The most common way to draw lightning is a zigzag line from the cloud to the ground. However, this is not the only way lightning can strike. This relates to the rather complicated way in which lightning is produced in a storm cloud.
Even though it is made up of only water, a storm cloud is a huge structure, ranging from a few kilometres above the ground to 12 kilometres up. Some clouds can peak up to 20 kilometres above the ground! The top of the cloud reaches into the cold tropopause and is made up of ice chunks. Intense updrafts and downdrafts occur throughout the cloud. Droplets of water carried up by the upward flow collide with descending heavy chunks of ice. These are the nuclei of hail, known as graupel.
When they collide, charge is transferred by the triboelectric effect. The falling ice chunks carry a negative charge to the bottom of the cloud, while the rising droplets carry a positive charge upwards. Gradually, a large positive charge builds up at the top of the cloud, while a negative charge builds up at the bottom. Areas of separated charge can split into several other regions due to movements in the cloud.
A very strong electrical voltage is created between the charges. Because air is a poor conductor, it acts as an insulator and prevents electric current from flowing between areas of opposite charges. But when a really big charge builds up, the strength of the electric field overcomes the insulating power of the atmosphere and a lightning strike occurs.
There are three types of lightning of which the one from the cloud to the ground is the least common. The most usual is the equalization of the electrical charge between two areas of cloud. This creates what's called intra-cloud lightning. If several storm clouds are next to each other, the discharge can jump between them in a so-called cloud-to-cloud flash.
But for us humans, the cloud-to- ground flash is the most interesting. It represents only about 20 percent of all discharges. When a negative charge builds up on the underside of a storm cloud, it causes a region of positive charge to form on the ground. This builds up on tall objects, trees, houses or lightning rods. When the electric field is strong enough, the charges begin to ionize the air around them, creating a conductive channel. One rises from the ground to the cloud, the other descends from the cloud. When they meet, a conducting channel of ionised plasma is created through which the charges are balanced in a flash.
At that moment, an unimaginable energy of 200 MJ to 7 GJ is released! It's exactly the same when lightning occurs in a cloud or between clouds.
After a cloud-to-ground flash, a large charge still remains accumulated in the upper part of the cloud, which can trigger another kind of lightning. This discharge is directed upwards and is poetically named red sprites for its appearance. It looks like a set of tendrils and branches developing above the storm cloud at an altitude of 50 to 90 kilometres above the Earth's surface. Because it takes place in a thin atmosphere, it is rather cold and could be likened to a light of a fluorescent bulb. Its red colour is caused by the ionisation of nitrogen.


Task directions: Repeat the listing word for word. Leave every picture out.
□ □ □ □ □
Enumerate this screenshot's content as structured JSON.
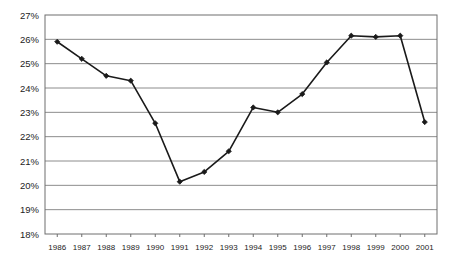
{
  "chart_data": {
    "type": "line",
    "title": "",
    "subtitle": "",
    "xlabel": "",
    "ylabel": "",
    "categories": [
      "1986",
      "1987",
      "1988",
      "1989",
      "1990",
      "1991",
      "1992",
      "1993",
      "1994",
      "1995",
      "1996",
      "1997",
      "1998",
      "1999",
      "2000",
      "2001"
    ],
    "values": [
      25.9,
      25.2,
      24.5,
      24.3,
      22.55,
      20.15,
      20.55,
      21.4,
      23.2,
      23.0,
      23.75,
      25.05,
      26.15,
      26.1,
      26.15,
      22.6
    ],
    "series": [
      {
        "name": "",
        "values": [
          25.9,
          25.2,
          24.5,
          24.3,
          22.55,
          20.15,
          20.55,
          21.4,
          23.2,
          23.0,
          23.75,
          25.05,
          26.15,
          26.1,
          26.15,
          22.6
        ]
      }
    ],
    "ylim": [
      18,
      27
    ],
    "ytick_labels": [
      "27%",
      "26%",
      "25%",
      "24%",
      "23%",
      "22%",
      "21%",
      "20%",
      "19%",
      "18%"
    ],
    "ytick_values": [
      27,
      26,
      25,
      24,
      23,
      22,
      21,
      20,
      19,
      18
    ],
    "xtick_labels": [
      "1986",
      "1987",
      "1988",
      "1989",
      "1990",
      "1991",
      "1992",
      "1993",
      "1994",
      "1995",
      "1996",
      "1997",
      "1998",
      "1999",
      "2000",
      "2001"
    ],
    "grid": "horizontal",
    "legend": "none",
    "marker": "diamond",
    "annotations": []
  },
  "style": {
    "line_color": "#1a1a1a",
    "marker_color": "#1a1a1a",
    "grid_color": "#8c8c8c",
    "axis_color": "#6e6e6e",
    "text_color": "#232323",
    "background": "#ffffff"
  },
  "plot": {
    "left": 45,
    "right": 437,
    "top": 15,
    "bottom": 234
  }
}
□ □ □ □ □
Exercise answer:
Enumerate this screenshot's content as structured JSON.
{
  "chart_data": {
    "type": "line",
    "title": "",
    "subtitle": "",
    "xlabel": "",
    "ylabel": "",
    "categories": [
      "1986",
      "1987",
      "1988",
      "1989",
      "1990",
      "1991",
      "1992",
      "1993",
      "1994",
      "1995",
      "1996",
      "1997",
      "1998",
      "1999",
      "2000",
      "2001"
    ],
    "values": [
      25.9,
      25.2,
      24.5,
      24.3,
      22.55,
      20.15,
      20.55,
      21.4,
      23.2,
      23.0,
      23.75,
      25.05,
      26.15,
      26.1,
      26.15,
      22.6
    ],
    "series": [
      {
        "name": "",
        "values": [
          25.9,
          25.2,
          24.5,
          24.3,
          22.55,
          20.15,
          20.55,
          21.4,
          23.2,
          23.0,
          23.75,
          25.05,
          26.15,
          26.1,
          26.15,
          22.6
        ]
      }
    ],
    "ylim": [
      18,
      27
    ],
    "ytick_labels": [
      "27%",
      "26%",
      "25%",
      "24%",
      "23%",
      "22%",
      "21%",
      "20%",
      "19%",
      "18%"
    ],
    "ytick_values": [
      27,
      26,
      25,
      24,
      23,
      22,
      21,
      20,
      19,
      18
    ],
    "xtick_labels": [
      "1986",
      "1987",
      "1988",
      "1989",
      "1990",
      "1991",
      "1992",
      "1993",
      "1994",
      "1995",
      "1996",
      "1997",
      "1998",
      "1999",
      "2000",
      "2001"
    ],
    "grid": "horizontal",
    "legend": "none",
    "marker": "diamond",
    "annotations": []
  },
  "style": {
    "line_color": "#1a1a1a",
    "marker_color": "#1a1a1a",
    "grid_color": "#8c8c8c",
    "axis_color": "#6e6e6e",
    "text_color": "#232323",
    "background": "#ffffff"
  },
  "plot": {
    "left": 45,
    "right": 437,
    "top": 15,
    "bottom": 234
  }
}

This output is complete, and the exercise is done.